The poem code’s fatal flaw

Before Marks arrived, agents dropped into France or the Low Countries relied on the poem code: memorise a poem, pick a handful of words from it as an encryption key, and use the letters of those words to scramble a message by transposition. No paper key to be caught carrying - which sounded clever until you saw how it broke. Agents leaned on poems they already knew, and German cryptanalysts simply searched well-known verse until the key fell out. Worse, a memorised poem is not something you can burn: under interrogation, it could be dragged out of a captured agent, unlocking every message they’d ever sent under it. It’s a world away from something like a basic Caesar shift, where the “key” is just a number - the poem code’s danger was that the key lived in a person’s head, and people can be broken.

Marks’s fix: keys you could burn

Marks’s answer was the Worked Out Key, or WOK: instead of a poem in an agent’s memory, each agent carried a set of pre-arranged transposition keys printed on a small sheet of silk.
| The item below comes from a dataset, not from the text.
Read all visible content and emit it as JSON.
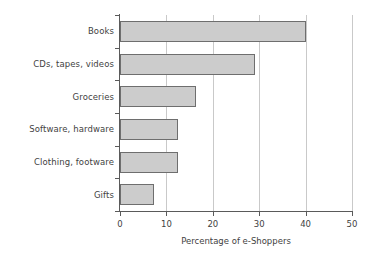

Silk held up to sweat and travel and could be sewn into a lining or a seam. Crucially, each key was used once - the agent cut or tore off that section of silk after sending the message and destroyed it, so nothing survived capture that could compromise past or future traffic. Later in the war SOE pushed this further still, moving some traffic to genuine one-time pads, also printed on silk for the same reasons: nothing memorised, nothing reused, nothing left to torture out of anyone.

Why it mattered

This wasn’t an academic cipher exercise. SOE agents were operating alone, in disguise, inside Gestapo-patrolled cities, and a broken code could roll up an entire resistance network in one sweep. Marks spent the war treating every key as a life-or-death design problem, not a puzzle - which is precisely why the field moved from “memorable” toward “disposable.” It’s the same instinct behind every serious cipher since: the strongest ones are those where the secret can be destroyed the moment it’s used.